The Rate Limiting Advanced, AI Rate Limiting Advanced, and GraphQL Rate Limiting Advanced plugins support the following window types:
- Fixed window: Fixed windows consist of buckets that are statically assigned to a definitive time range. Each request is mapped to only one fixed window based on its timestamp and will affect only that window’s counters.
- Sliding window (default): A sliding window tracks the number of hits assigned to a specific key (such as an IP address, consumer, credential) within a given time window, taking into account previous hit rates to create a dynamically calculated rate. The default (and recommended) sliding window type ensures a resource is not consumed at a higher rate than what is configured.
For example, consider this configuration:
- Limit size = 10
- Window size = 60 seconds
With a fixed window type, you can predict when the window is going to be reset and if the client sends a burst of traffic. For example, if 12 requests arrive in one minute, 10 requests are accepted with a 200
response and two requests are rejected with a 429
response.
If you use a sliding window, the first instance is the same: the client sends a burst of 12 requests per minute, 10 requests are accepted with a 200
response and two requests are rejected with a 429
response.
In this case, it appears to the client that the window is never reset.
The algorithm counts the response 429
and the API is blocked indefinitely.
This happens because the burst of traffic rate of 12 requests per minute is higher than the rate configured in the plugin, which is 10 requests per minute.
If the client reduces the number of requests, then you get the response 200
again.
When the client receives a 429
response, it also receives a Retry-After:<seconds>
header. This means the client has to wait some number of seconds before making a new request.
If the client makes another request in less than this time, you get the 429
response again. Otherwise, the window is reset.
The sliding window type ensures the API is consumed in the configured requests per second rate. This is not always true for the fixed window strategy.
Consider the same example with 10 requests per minute instead of 12. Let’s say the client sends all 10 requests in the 59th second of the window:
- In a fixed window, the window resets a second later, and the client can send another 10 requests in the first second of the following window. All of the requests are accepted, making the acceptance rate higher than the configured rate in that two-second time period.
- In a sliding window, the window moves during the last 60 seconds to ensure it meets the configured rate.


● **Task objective**
Copy each line of the listing below where the word "Montana" turns up.
---- Available records
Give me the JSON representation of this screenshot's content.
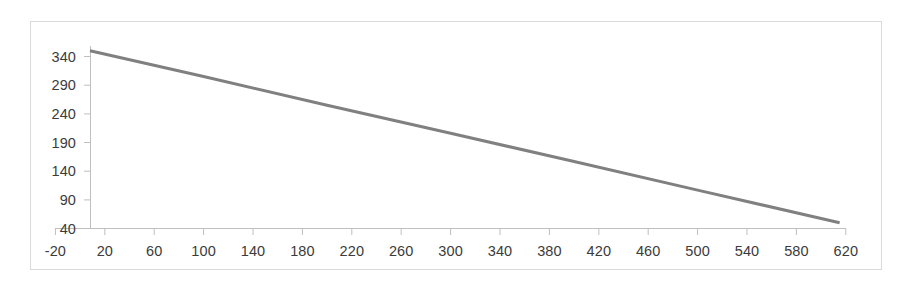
{
  "chart_data": {
    "type": "line",
    "title": "",
    "subtitle": "",
    "xlabel": "",
    "ylabel": "",
    "grid": false,
    "legend": false,
    "legend_position": "none",
    "line_color": "#808080",
    "line_width": 3,
    "border_color": "#d9d9d9",
    "axis_color": "#bfbfbf",
    "background": "#ffffff",
    "xlim": [
      -20,
      620
    ],
    "ylim": [
      40,
      350
    ],
    "x_ticks": [
      -20,
      20,
      60,
      100,
      140,
      180,
      220,
      260,
      300,
      340,
      380,
      420,
      460,
      500,
      540,
      580,
      620
    ],
    "x_tick_labels": [
      "-20",
      "20",
      "60",
      "100",
      "140",
      "180",
      "220",
      "260",
      "300",
      "340",
      "380",
      "420",
      "460",
      "500",
      "540",
      "580",
      "620"
    ],
    "y_ticks": [
      40,
      90,
      140,
      190,
      240,
      290,
      340
    ],
    "y_tick_labels": [
      "40",
      "90",
      "140",
      "190",
      "240",
      "290",
      "340"
    ],
    "series": [
      {
        "name": "series-1",
        "color": "#808080",
        "x": [
          8,
          615
        ],
        "y": [
          350,
          50
        ],
        "points": [
          {
            "x": 8,
            "y": 350
          },
          {
            "x": 100,
            "y": 305
          },
          {
            "x": 200,
            "y": 255
          },
          {
            "x": 300,
            "y": 206
          },
          {
            "x": 400,
            "y": 157
          },
          {
            "x": 500,
            "y": 107
          },
          {
            "x": 615,
            "y": 50
          }
        ],
        "slope": -0.494,
        "intercept": 354
      }
    ]
  }
}
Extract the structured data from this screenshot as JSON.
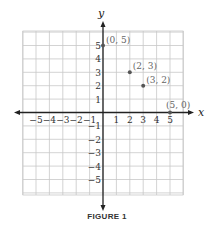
{
  "chart_data": {
    "type": "scatter",
    "title": "",
    "caption": "FIGURE 1",
    "xlabel": "x",
    "ylabel": "y",
    "xlim": [
      -6,
      6
    ],
    "ylim": [
      -6,
      6
    ],
    "grid": true,
    "x_ticks": [
      -5,
      -4,
      -3,
      -2,
      -1,
      1,
      2,
      3,
      4,
      5
    ],
    "y_ticks": [
      5,
      4,
      3,
      2,
      1,
      -1,
      -2,
      -3,
      -4,
      -5
    ],
    "points": [
      {
        "x": 0,
        "y": 5,
        "label": "(0, 5)"
      },
      {
        "x": 2,
        "y": 3,
        "label": "(2, 3)"
      },
      {
        "x": 3,
        "y": 2,
        "label": "(3, 2)"
      },
      {
        "x": 5,
        "y": 0,
        "label": "(5, 0)"
      }
    ]
  },
  "colors": {
    "grid": "#c8c8c8",
    "axis": "#222222",
    "point": "#555555"
  }
}
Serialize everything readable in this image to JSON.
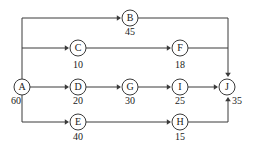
{
  "diagram": {
    "type": "activity-network-diagram",
    "title": "",
    "colors": {
      "line": "#3a3a3a",
      "node_fill": "#ffffff",
      "text": "#1a1a1a",
      "background": "#ffffff"
    },
    "nodes": [
      {
        "id": "A",
        "label": "A",
        "duration": "60",
        "cx": 22,
        "cy": 87,
        "r": 8,
        "duration_x": 16,
        "duration_y": 104,
        "duration_anchor": "end"
      },
      {
        "id": "B",
        "label": "B",
        "duration": "45",
        "cx": 130,
        "cy": 18,
        "r": 8,
        "duration_x": 130,
        "duration_y": 35,
        "duration_anchor": "middle"
      },
      {
        "id": "C",
        "label": "C",
        "duration": "10",
        "cx": 78,
        "cy": 48,
        "r": 8,
        "duration_x": 78,
        "duration_y": 68,
        "duration_anchor": "middle"
      },
      {
        "id": "D",
        "label": "D",
        "duration": "20",
        "cx": 78,
        "cy": 87,
        "r": 8,
        "duration_x": 78,
        "duration_y": 104,
        "duration_anchor": "middle"
      },
      {
        "id": "E",
        "label": "E",
        "duration": "40",
        "cx": 78,
        "cy": 122,
        "r": 8,
        "duration_x": 78,
        "duration_y": 140,
        "duration_anchor": "middle"
      },
      {
        "id": "F",
        "label": "F",
        "duration": "18",
        "cx": 180,
        "cy": 48,
        "r": 8,
        "duration_x": 180,
        "duration_y": 68,
        "duration_anchor": "middle"
      },
      {
        "id": "G",
        "label": "G",
        "duration": "30",
        "cx": 130,
        "cy": 87,
        "r": 8,
        "duration_x": 130,
        "duration_y": 104,
        "duration_anchor": "middle"
      },
      {
        "id": "H",
        "label": "H",
        "duration": "15",
        "cx": 180,
        "cy": 122,
        "r": 8,
        "duration_x": 180,
        "duration_y": 140,
        "duration_anchor": "middle"
      },
      {
        "id": "I",
        "label": "I",
        "duration": "25",
        "cx": 180,
        "cy": 87,
        "r": 8,
        "duration_x": 180,
        "duration_y": 104,
        "duration_anchor": "middle"
      },
      {
        "id": "J",
        "label": "J",
        "duration": "35",
        "cx": 227,
        "cy": 87,
        "r": 8,
        "duration_x": 237,
        "duration_y": 104,
        "duration_anchor": "start"
      }
    ],
    "edges": [
      {
        "from": "A",
        "to": "B",
        "path": "M 22,79 L 22,18 L 119,18",
        "arrow": {
          "x": 121,
          "y": 18,
          "dir": "right"
        }
      },
      {
        "from": "A",
        "to": "C",
        "path": "M 22,48 L 67,48",
        "arrow": {
          "x": 69,
          "y": 48,
          "dir": "right"
        }
      },
      {
        "from": "A",
        "to": "D",
        "path": "M 30,87 L 67,87",
        "arrow": {
          "x": 69,
          "y": 87,
          "dir": "right"
        }
      },
      {
        "from": "A",
        "to": "E",
        "path": "M 22,95 L 22,122 L 67,122",
        "arrow": {
          "x": 69,
          "y": 122,
          "dir": "right"
        }
      },
      {
        "from": "B",
        "to": "J",
        "path": "M 138,18 L 228,18 L 228,74",
        "arrow": {
          "x": 228,
          "y": 77,
          "dir": "down"
        }
      },
      {
        "from": "C",
        "to": "F",
        "path": "M 86,48 L 169,48",
        "arrow": {
          "x": 171,
          "y": 48,
          "dir": "right"
        }
      },
      {
        "from": "D",
        "to": "G",
        "path": "M 86,87 L 119,87",
        "arrow": {
          "x": 121,
          "y": 87,
          "dir": "right"
        }
      },
      {
        "from": "E",
        "to": "H",
        "path": "M 86,122 L 169,122",
        "arrow": {
          "x": 171,
          "y": 122,
          "dir": "right"
        }
      },
      {
        "from": "F",
        "to": "J",
        "path": "M 188,48 L 228,48",
        "arrow": null
      },
      {
        "from": "G",
        "to": "I",
        "path": "M 138,87 L 169,87",
        "arrow": {
          "x": 171,
          "y": 87,
          "dir": "right"
        }
      },
      {
        "from": "H",
        "to": "J",
        "path": "M 188,122 L 228,122 L 228,100",
        "arrow": {
          "x": 228,
          "y": 97,
          "dir": "up"
        }
      },
      {
        "from": "I",
        "to": "J",
        "path": "M 188,87 L 216,87",
        "arrow": {
          "x": 218,
          "y": 87,
          "dir": "right"
        }
      }
    ]
  }
}
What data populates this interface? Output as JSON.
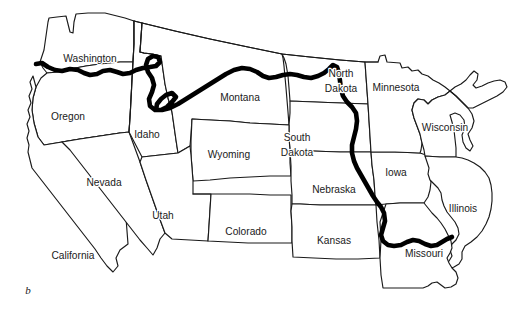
{
  "figure": {
    "panel_label": "b",
    "panel_label_x": 28,
    "panel_label_y": 291,
    "width": 508,
    "height": 321,
    "background_color": "#ffffff",
    "outline_color": "#1a1a1a",
    "highlight_color": "#000000"
  },
  "map": {
    "title": "",
    "type": "outline-map",
    "region": "Western and Midwestern United States",
    "labeled_state_count": 19,
    "states": [
      {
        "name": "Washington",
        "label": "Washington",
        "label_x": 90,
        "label_y": 59,
        "two_line": false
      },
      {
        "name": "Oregon",
        "label": "Oregon",
        "label_x": 68,
        "label_y": 117,
        "two_line": false
      },
      {
        "name": "Idaho",
        "label": "Idaho",
        "label_x": 147,
        "label_y": 135,
        "two_line": false
      },
      {
        "name": "Montana",
        "label": "Montana",
        "label_x": 240,
        "label_y": 98,
        "two_line": false
      },
      {
        "name": "North Dakota",
        "label": "North Dakota",
        "label_x": 341,
        "label_y": 81,
        "two_line": true,
        "line1": "North",
        "line2": "Dakota"
      },
      {
        "name": "Minnesota",
        "label": "Minnesota",
        "label_x": 396,
        "label_y": 88,
        "two_line": false
      },
      {
        "name": "Wisconsin",
        "label": "Wisconsin",
        "label_x": 445,
        "label_y": 128,
        "two_line": false
      },
      {
        "name": "South Dakota",
        "label": "South Dakota",
        "label_x": 297,
        "label_y": 145,
        "two_line": true,
        "line1": "South",
        "line2": "Dakota"
      },
      {
        "name": "Wyoming",
        "label": "Wyoming",
        "label_x": 229,
        "label_y": 155,
        "two_line": false
      },
      {
        "name": "Nevada",
        "label": "Nevada",
        "label_x": 104,
        "label_y": 183,
        "two_line": false
      },
      {
        "name": "Nebraska",
        "label": "Nebraska",
        "label_x": 334,
        "label_y": 190,
        "two_line": false
      },
      {
        "name": "Iowa",
        "label": "Iowa",
        "label_x": 396,
        "label_y": 173,
        "two_line": false
      },
      {
        "name": "Utah",
        "label": "Utah",
        "label_x": 163,
        "label_y": 216,
        "two_line": false
      },
      {
        "name": "Colorado",
        "label": "Colorado",
        "label_x": 246,
        "label_y": 232,
        "two_line": false
      },
      {
        "name": "Kansas",
        "label": "Kansas",
        "label_x": 334,
        "label_y": 241,
        "two_line": false
      },
      {
        "name": "Illinois",
        "label": "Illinois",
        "label_x": 463,
        "label_y": 209,
        "two_line": false
      },
      {
        "name": "Missouri",
        "label": "Missouri",
        "label_x": 424,
        "label_y": 254,
        "two_line": false
      },
      {
        "name": "California",
        "label": "California",
        "label_x": 73,
        "label_y": 256,
        "two_line": false
      },
      {
        "name": "Michigan",
        "label": "",
        "label_x": 0,
        "label_y": 0,
        "two_line": false
      }
    ],
    "highlighted_route": {
      "name": "route-line",
      "style": "thick solid black line",
      "stroke_width_px": 4.6,
      "passes_through": [
        "Washington",
        "Idaho",
        "Montana",
        "North Dakota",
        "South Dakota",
        "Nebraska",
        "Iowa",
        "Missouri"
      ],
      "start_description": "Pacific Northwest coast at the Washington-Oregon border",
      "end_description": "Mississippi River at the Missouri-Illinois border"
    }
  }
}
--------
● **Result**
        "name": "Montana",
        "label": "Montana",
        "Montana",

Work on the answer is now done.